↓ Skip to main content

The effects of physical exercise in schizophrenia and affective disorders

Overview of attention for article published in European Archives of Psychiatry and Clinical Neuroscience, July 2013
Altmetric Badge

About this Attention Score

  • In the top 5% of all research outputs scored by Altmetric
  • High Attention Score compared to outputs of the same age (95th percentile)
  • High Attention Score compared to outputs of the same age and source (84th percentile)

Mentioned by

blogs
3 blogs
policy
3 policy sources

Citations

dimensions_citation
89 Dimensions

Readers on

mendeley
289 Mendeley
Title
The effects of physical exercise in schizophrenia and affective disorders
Published in
European Archives of Psychiatry and Clinical Neuroscience, July 2013
DOI 10.1007/s00406-013-0423-2
Pubmed ID
Authors

Berend Malchow, Daniela Reich-Erkelenz, Viola Oertel-Knöchel, Katriona Keller, Alkomiet Hasan, Andrea Schmitt, Thomas W. Scheewe, Wiepke Cahn, René S. Kahn, Peter Falkai

Abstract

Affective and non-affective psychoses are severe and frequent psychiatric disorders. Amongst others, they not only have a profound impact on affected individuals through their symptomatology, but also regarding cognition, brain structure and function. Cognitive impairment influences patients' quality of life as well as their ability to work and being employed. While exercise therapy has been implemented in the treatment of psychiatric conditions since the days of Kraepelin and Bleuler, the underlying mechanisms have never been systematically studied. Since the early 1990s, studies emerged examining the effect of physical exercise in animal models, revealing stimulation of neurogenesis, synaptogenesis and neurotransmission. Based on that body of work, clinical studies have been carried out in both healthy humans and in patient populations. These studies differ with regard to homogenous study samples, sample size, type and duration of exercise, outcome variables and measurement techniques. Based on their review, we draw conclusions regarding recommendations for future research strategies showing that modern therapeutic approaches should include physical exercise as part of a multimodal intervention programme to improve psychopathology and cognitive symptoms in schizophrenia and affective disorders.

Mendeley readers

Mendeley readers

The data shown below were compiled from readership statistics for 289 Mendeley readers of this research output. Click here to see the associated Mendeley record.

Geographical breakdown

Country Count As %
Spain 3 1%
Portugal 1 <1%
South Africa 1 <1%
Unknown 284 98%

Demographic breakdown

Readers by professional status Count As %
Student > Bachelor 55 19%
Student > Master 43 15%
Student > Ph. D. Student 36 12%
Researcher 26 9%
Student > Doctoral Student 18 6%
Other 48 17%
Unknown 63 22%
Readers by discipline Count As %
Psychology 70 24%
Medicine and Dentistry 51 18%
Sports and Recreations 31 11%
Nursing and Health Professions 20 7%
Neuroscience 13 4%
Other 29 10%
Unknown 75 26%
Attention Score in Context

Attention Score in Context

This research output has an Altmetric Attention Score of 33. This is our high-level measure of the quality and quantity of online attention that it has received. This Attention Score, as well as the ranking and number of research outputs shown below, was calculated when the research output was last mentioned on 08 June 2016.
All research outputs
#1,103,918
of 23,815,455 outputs
Outputs from European Archives of Psychiatry and Clinical Neuroscience
#57
of 1,243 outputs
Outputs of similar age
#9,662
of 199,275 outputs
Outputs of similar age from European Archives of Psychiatry and Clinical Neuroscience
#2
of 13 outputs
Altmetric has tracked 23,815,455 research outputs across all sources so far. Compared to these this one has done particularly well and is in the 95th percentile: it's in the top 5% of all research outputs ever tracked by Altmetric.
So far Altmetric has tracked 1,243 research outputs from this source. They typically receive more attention than average, with a mean Attention Score of 8.8. This one has done particularly well, scoring higher than 99% of its peers.
Older research outputs will score higher simply because they've had more time to accumulate mentions. To account for age we can compare this Altmetric Attention Score to the 199,275 tracked outputs that were published within six weeks on either side of this one in any source. This one has done particularly well, scoring higher than 95% of its contemporaries.
We're also able to compare this research output to 13 others from the same source and published within six weeks on either side of this one. This one has done well, scoring higher than 84% of its contemporaries.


What is expected. Your task is to copy each line of the listing that contains the word "Price".

======== Supplied records ========

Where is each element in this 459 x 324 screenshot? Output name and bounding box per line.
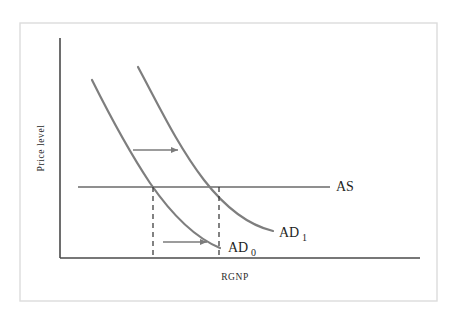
shift-arrow-upper bbox=[133, 147, 178, 153]
figure-root: AS AD 0 AD 1 Price level RGNP bbox=[0, 0, 459, 324]
y-axis-label: Price level bbox=[36, 125, 46, 172]
ad-as-diagram: AS AD 0 AD 1 Price level RGNP bbox=[0, 0, 459, 324]
page-border bbox=[20, 23, 437, 301]
shift-arrow-lower bbox=[163, 239, 207, 245]
ad1-label-subscript: 1 bbox=[302, 232, 307, 243]
ad0-label-subscript: 0 bbox=[251, 247, 256, 258]
ad1-label-group: AD 1 bbox=[279, 225, 307, 243]
as-label-group: AS bbox=[336, 179, 354, 194]
ad0-curve bbox=[92, 80, 220, 248]
arrow-head-upper-icon bbox=[171, 147, 178, 153]
as-label: AS bbox=[336, 179, 354, 194]
ad1-curve bbox=[138, 67, 273, 231]
ad0-label: AD bbox=[228, 240, 248, 255]
ad0-label-group: AD 0 bbox=[228, 240, 256, 258]
x-axis-label: RGNP bbox=[221, 272, 249, 282]
ad1-label: AD bbox=[279, 225, 299, 240]
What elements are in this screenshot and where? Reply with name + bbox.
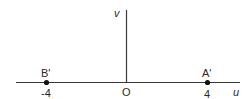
complex-plane-diagram: v u O B' -4 A' 4: [0, 0, 251, 99]
point-b-prime-label: B': [41, 67, 50, 79]
point-b-prime-value: -4: [41, 87, 51, 99]
origin-label: O: [122, 86, 131, 98]
point-a-prime-label: A': [202, 67, 211, 79]
point-a-prime-value: 4: [204, 88, 210, 99]
point-a-prime: [205, 80, 210, 85]
v-axis-label: v: [114, 7, 121, 19]
u-axis-label: u: [233, 86, 239, 98]
point-b-prime: [44, 80, 49, 85]
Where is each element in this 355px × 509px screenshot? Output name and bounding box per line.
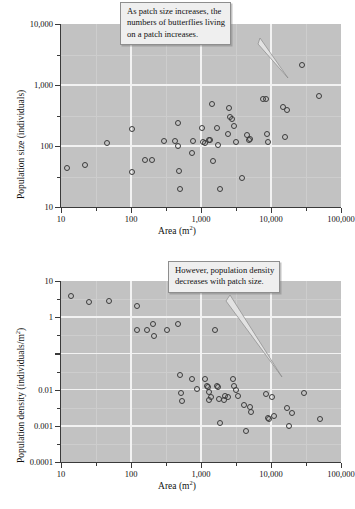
chart-panel-population-size: 101001,00010,000101001,00010,000100,000 … [0,0,354,254]
callout-population-size: As patch size increases, thenumbers of b… [120,2,231,45]
callout-line-1: As patch size increases, the [127,6,225,17]
callout-line-2: numbers of butterflies living [127,17,225,28]
callout-line-3: on a patch increases. [127,29,225,40]
callout-pointer-bottom [0,255,354,509]
chart-panel-population-density: 1010.010.0010.0001101001,00010,000100,00… [0,255,354,509]
callout-population-density: However, population densitydecreases wit… [168,261,280,293]
callout-line-1: However, population density [175,265,274,276]
callout-line-2: decreases with patch size. [175,276,274,287]
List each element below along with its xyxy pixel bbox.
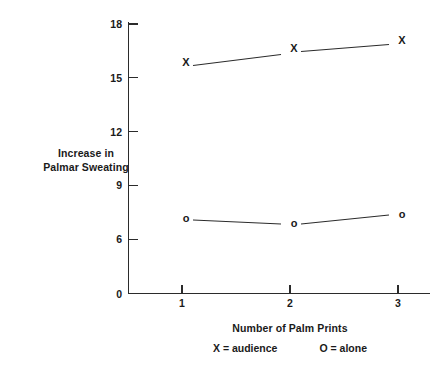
x-axis-title: Number of Palm Prints <box>175 322 405 334</box>
alone-marker-1: o <box>183 212 190 224</box>
x-tick-label-2: 2 <box>287 297 293 309</box>
y-tick-label-0: 0 <box>116 288 122 300</box>
legend: X = audience O = alone <box>160 342 420 354</box>
audience-marker-3: X <box>398 34 406 46</box>
x-tick-label-3: 3 <box>395 297 401 309</box>
y-axis-title-line-2: Palmar Sweating <box>36 160 136 174</box>
alone-marker-2: o <box>291 217 298 229</box>
y-tick-label-6: 6 <box>116 233 122 245</box>
legend-entry-alone: O = alone <box>319 342 367 354</box>
alone-segment-1-2 <box>193 220 281 224</box>
y-tick-label-12: 12 <box>110 126 122 138</box>
y-tick-label-18: 18 <box>110 18 122 30</box>
x-tick-label-1: 1 <box>179 297 185 309</box>
audience-marker-2: X <box>290 42 298 54</box>
y-axis-title: Increase in Palmar Sweating <box>36 146 136 174</box>
alone-marker-3: o <box>399 208 406 220</box>
alone-segment-2-3 <box>301 215 389 224</box>
audience-segment-1-2 <box>193 55 281 66</box>
y-axis-title-line-1: Increase in <box>36 146 136 160</box>
audience-segment-2-3 <box>301 45 389 52</box>
plot-area: 18 15 12 9 6 0 1 2 3 X X X o o o <box>0 0 437 368</box>
chart-container: 18 15 12 9 6 0 1 2 3 X X X o o o Increas… <box>0 0 437 368</box>
audience-marker-1: X <box>182 56 190 68</box>
legend-entry-audience: X = audience <box>213 342 278 354</box>
y-tick-label-9: 9 <box>116 179 122 191</box>
y-tick-label-15: 15 <box>110 72 122 84</box>
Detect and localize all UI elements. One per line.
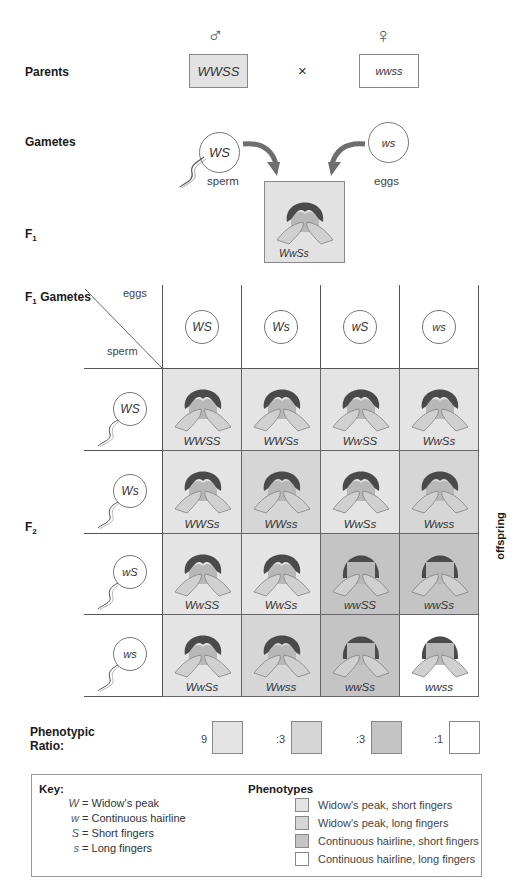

========

Output below.
figure-root: AS AD 0 AD 1 Price level RGNP bbox=[0, 0, 459, 324]
y-axis-label: Price level bbox=[36, 125, 46, 172]
ad-as-diagram: AS AD 0 AD 1 Price level RGNP bbox=[0, 0, 459, 324]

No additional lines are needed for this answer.